If you answer no to most of the questions provided in Table 2, then a review course would probably benefit you. Personally, I took a review course because I answered questions 1 and 4 with resounding no’s, wanted a third party to hold me accountable for my studies, and felt that my additional investment would increase both the stakes and my level of commitment.
Your answers to questions 5 and 6 in particular will help you determine whether you should opt for an online asynchronous course, online synchronous course, or in-person course. Obviously, your schedule and financial situation will play a role in choosing what is best for you. There are many good CIH exam review courses out there, each with their own advantages and disadvantages. As with any major decision, do research and ask for feedback from graduates of the courses. If you take a review course, plan so that you will complete it no more than 90 days before your scheduled CIH exam date.
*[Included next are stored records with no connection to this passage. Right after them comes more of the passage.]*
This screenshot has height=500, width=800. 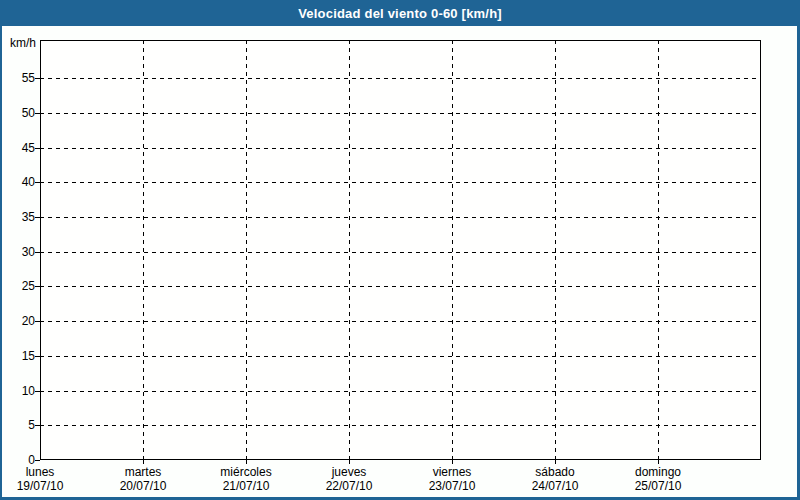 I want to click on y-axis-unit-label: km/h, so click(x=23, y=43). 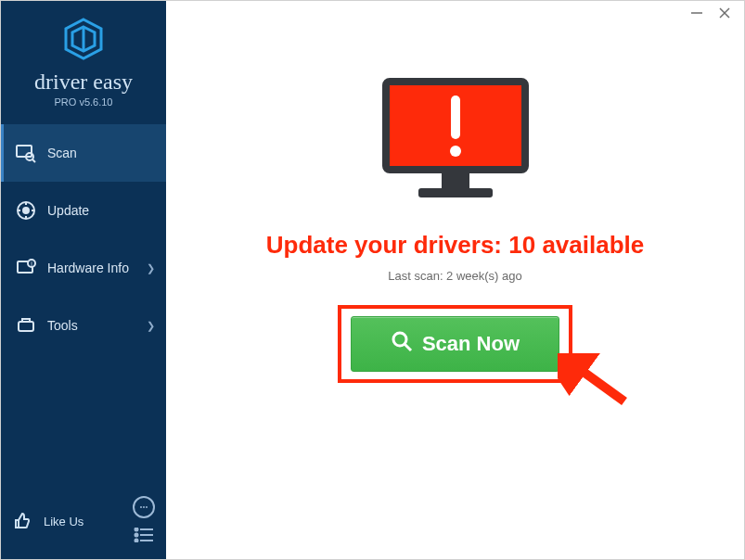 What do you see at coordinates (83, 210) in the screenshot?
I see `sidebar-item-update: Update` at bounding box center [83, 210].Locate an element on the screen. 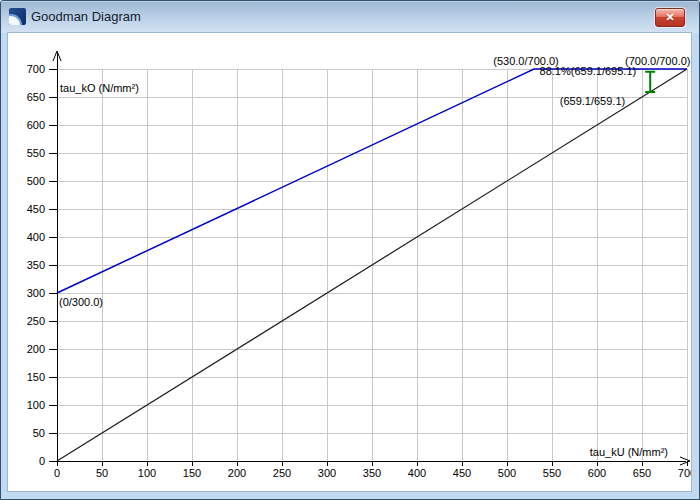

Like running a marathon, becoming a CIH will not be easy. It will take a lot of paperwork, planning, practice, and preparation, and there will probably be no convenient time for you to study or take the exam. However, you can and will become a CIH.
Written by
Rustin Reed, PhD, CIH, CSP
Instructor
Dr. Reed is a Certified Industrial Hygienist, a Certified Safety Professional, and an educator whose professional and research experiences have focused on industrial hygiene in the mining industry. He manages multi-million-dollar interdisciplinary health and safety research projects funded by NIOSH. His current research interests include diesel exhaust, heat strain, evaluation of safety training, and the use of machine learning to improve safety and health. Rustin served as the Chair of the AIHA Mining Working Group and the Secretary of the Arizona AIHA Local Section.
Read more from Dr. Rustin Reed, PhD, CIH, CSP on LinkedIn.
The views and opinions expressed in this article are those of the author and do not necessarily reflect the official policy or position of Bowen EHS.